Intellectuals incapable to learning that their plans will never work
The lede on The New York Times story at the top right of today's front page reads:
“WASHINGTON — President Obama signaled on Friday that he was close to choosing a director for a new consumer bureau, but an array of top jobs that will be crucial to shaping economic policy and financial regulation for the rest of his term remain unfilled.”

It beacons to mind something Jerry Z. Muller of Catholic University of America says in his lecture series on capitalism. Depression era economists like John Maynard Keynes, he says, were enthralled by the Soviet Union’s series of five-year plans, which at the end of each they would falsely trumpet to the world their success, also without deigning to mention the millions starved and slaughtered.
Muller noted that self-styled intellectuals simply could not grasp the concept that their planning and manipulation of the intricate economy and money supply could not anticipate and account for all possible outcomes. Laissez faire, free market economies with their occasional dips and declines were simply not tolerable. The brightest minds could not believe they were failing, thus it had to be the fault of the system.
Free people acting in concert with each other for their mutual benefits was beyond their imagination. It was too chaotic. They had to be controlled and channeled by their betters.
One of those Muller quotes extensively is Austrian economist F.A. Hayek, right, a critic of Keynes who wrote in "The Road to Serfdom" in 1944:
“To build a better world, we must have the courage to make a new start.
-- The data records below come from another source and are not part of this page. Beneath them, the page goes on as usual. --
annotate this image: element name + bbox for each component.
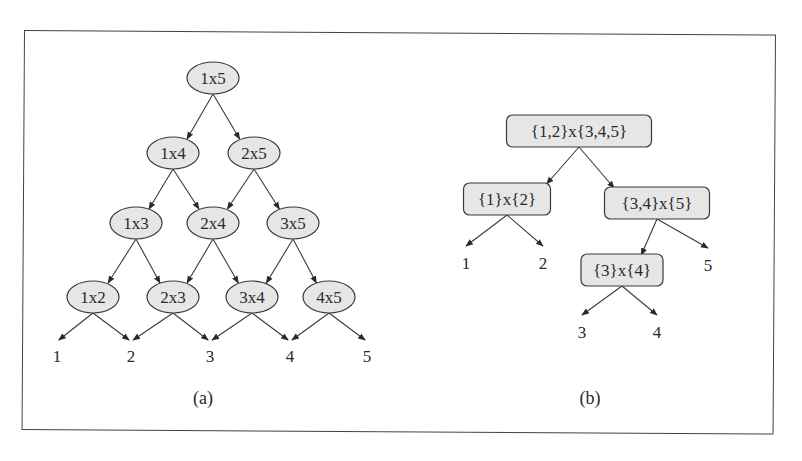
- tree-diagram: 1x51x42x51x32x43x51x22x33x44x512345 {1,2…: [0, 0, 802, 461]
- node-label: 4x5: [316, 288, 342, 307]
- node-2x3: 2x3: [147, 281, 199, 313]
- edge-l-1: [466, 215, 507, 246]
- edge-r-rl: [641, 219, 657, 255]
- node-label: {3}x{4}: [593, 261, 651, 280]
- edge-1x2-1: [59, 313, 93, 340]
- node-label: 2x5: [241, 144, 267, 163]
- edge-1x3-2x3: [136, 239, 160, 283]
- edge-2x3-2: [133, 313, 173, 340]
- node-2x5: 2x5: [228, 137, 280, 169]
- node-1x2: 1x2: [67, 281, 119, 313]
- node-label: 1x2: [80, 288, 106, 307]
- leaf-1: 1: [53, 347, 62, 366]
- edge-1x5-1x4: [187, 94, 213, 139]
- edge-3x5-3x4: [266, 239, 293, 283]
- node-rl: {3}x{4}: [581, 254, 663, 286]
- leaf-4: 4: [653, 323, 662, 342]
- node-label: 1x3: [123, 214, 149, 233]
- edge-rl-4: [622, 286, 657, 315]
- node-label: 3x5: [280, 214, 306, 233]
- edge-1x3-1x2: [108, 239, 136, 283]
- node-label: 2x3: [160, 288, 186, 307]
- edge-2x5-3x5: [254, 169, 279, 209]
- node-1x3: 1x3: [110, 207, 162, 239]
- edge-1x5-2x5: [213, 94, 240, 139]
- edge-2x3-3: [173, 313, 208, 340]
- caption-a: (a): [193, 388, 213, 409]
- edge-r-5: [657, 219, 708, 248]
- node-2x4: 2x4: [187, 207, 239, 239]
- node-root: {1,2}x{3,4,5}: [507, 115, 652, 147]
- edge-root-r: [579, 147, 614, 188]
- edge-3x5-4x5: [293, 239, 316, 283]
- edge-4x5-4: [292, 313, 329, 340]
- node-label: 2x4: [200, 214, 226, 233]
- edge-4x5-5: [329, 313, 365, 340]
- edge-root-l: [547, 147, 579, 184]
- edge-rl-3: [582, 286, 622, 315]
- edge-2x4-3x4: [213, 239, 238, 283]
- node-4x5: 4x5: [303, 281, 355, 313]
- caption-b: (b): [580, 388, 601, 409]
- edge-1x4-2x4: [173, 169, 199, 209]
- leaf-2: 2: [539, 254, 548, 273]
- leaf-3: 3: [206, 347, 215, 366]
- leaf-1: 1: [462, 254, 471, 273]
- leaf-3: 3: [578, 323, 587, 342]
- node-3x4: 3x4: [226, 281, 278, 313]
- node-r: {3,4}x{5}: [605, 187, 710, 219]
- panel-b-tree: {1,2}x{3,4,5}{1}x{2}{3,4}x{5}{3}x{4}1253…: [462, 115, 713, 342]
- node-label: 1x5: [200, 69, 226, 88]
- node-3x5: 3x5: [267, 207, 319, 239]
- edge-l-2: [507, 215, 543, 246]
- node-label: {1,2}x{3,4,5}: [531, 122, 627, 141]
- leaf-5: 5: [363, 347, 372, 366]
- node-1x5: 1x5: [187, 62, 239, 94]
- edge-3x4-4: [252, 313, 288, 340]
- edge-1x4-1x3: [149, 169, 173, 209]
- node-label: {1}x{2}: [478, 190, 536, 209]
- leaf-4: 4: [286, 347, 295, 366]
- edge-1x2-2: [93, 313, 129, 340]
- edge-2x4-2x3: [187, 239, 213, 283]
- node-label: 1x4: [160, 144, 186, 163]
- leaf-5: 5: [704, 256, 713, 275]
- node-l: {1}x{2}: [464, 183, 551, 215]
- node-label: {3,4}x{5}: [622, 194, 693, 213]
- edge-2x5-2x4: [227, 169, 254, 209]
- edge-3x4-3: [212, 313, 252, 340]
- node-label: 3x4: [239, 288, 265, 307]
- panel-a-dag: 1x51x42x51x32x43x51x22x33x44x512345: [53, 62, 372, 366]
- node-1x4: 1x4: [147, 137, 199, 169]
- leaf-2: 2: [127, 347, 136, 366]
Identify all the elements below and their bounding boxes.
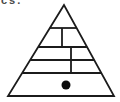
- pyramid-diagram: [0, 0, 120, 102]
- pyramid-outline: [8, 5, 114, 96]
- bottom-level-dot: [62, 81, 71, 90]
- diagram-canvas: cs.: [0, 0, 120, 102]
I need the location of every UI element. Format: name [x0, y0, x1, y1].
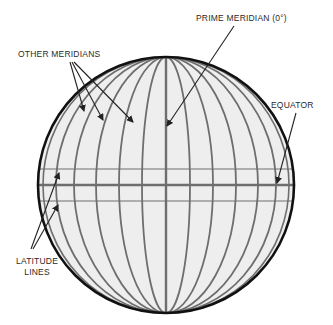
prime-meridian-label: PRIME MERIDIAN (0°): [196, 13, 287, 23]
equator-label: EQUATOR: [271, 100, 314, 110]
latitude-lines-label: LATITUDE LINES: [12, 256, 62, 277]
latitude-label-line2: LINES: [12, 267, 62, 277]
globe-diagram: PRIME MERIDIAN (0°) OTHER MERIDIANS EQUA…: [0, 0, 333, 325]
latitude-label-line1: LATITUDE: [12, 256, 62, 266]
other-meridians-label: OTHER MERIDIANS: [18, 49, 100, 59]
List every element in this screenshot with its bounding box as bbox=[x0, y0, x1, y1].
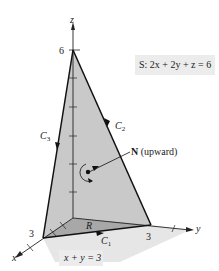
z-axis-label: z bbox=[70, 15, 74, 25]
c1-label: C1 bbox=[101, 236, 111, 248]
surface-equation: S: 2x + 2y + z = 6 bbox=[139, 60, 211, 70]
y-axis-label: y bbox=[196, 224, 200, 234]
c2-label: C2 bbox=[115, 121, 125, 133]
c3-label: C3 bbox=[40, 131, 50, 143]
region-label: R bbox=[86, 221, 92, 231]
normal-base-point bbox=[86, 170, 90, 174]
surface-equation-box: S: 2x + 2y + z = 6 bbox=[135, 55, 215, 75]
y-axis-arrowhead bbox=[186, 227, 194, 232]
z-intercept-label: 6 bbox=[59, 46, 64, 56]
x-intercept-label: 3 bbox=[29, 229, 34, 239]
region-equation-box: x + y = 3 bbox=[59, 250, 103, 266]
x-axis-label: x bbox=[12, 253, 16, 263]
y-intercept-label: 3 bbox=[146, 232, 151, 242]
normal-label: N (upward) bbox=[131, 147, 177, 157]
region-equation: x + y = 3 bbox=[64, 253, 101, 263]
surface-integral-diagram: z 6 3 x 3 y S: 2x + 2y + z = 6 C3 C2 C1 … bbox=[0, 0, 219, 271]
We must clear away the obstacles with which human folly has recently encumbered our path and release the creative energy of individuals; We must create conditions favorable to progress rather than ‘planning progress.’ It is not those who cry for more ‘planning’ who show the necessary courage, nor those who preach a ‘New Order,’ which is no more than a continuation of the tendencies of the past 40 years; and who can think of nothing better than to imitate Hitler. It is, indeed, those who cry loudest for a planned economy who are most completely under the sway of the ideas which have created this war and most of the evils from which we suffer. The guiding principle in any attempt to create a world of free men must be this: A policy of freedom for the individual is the only truly progressive policy.”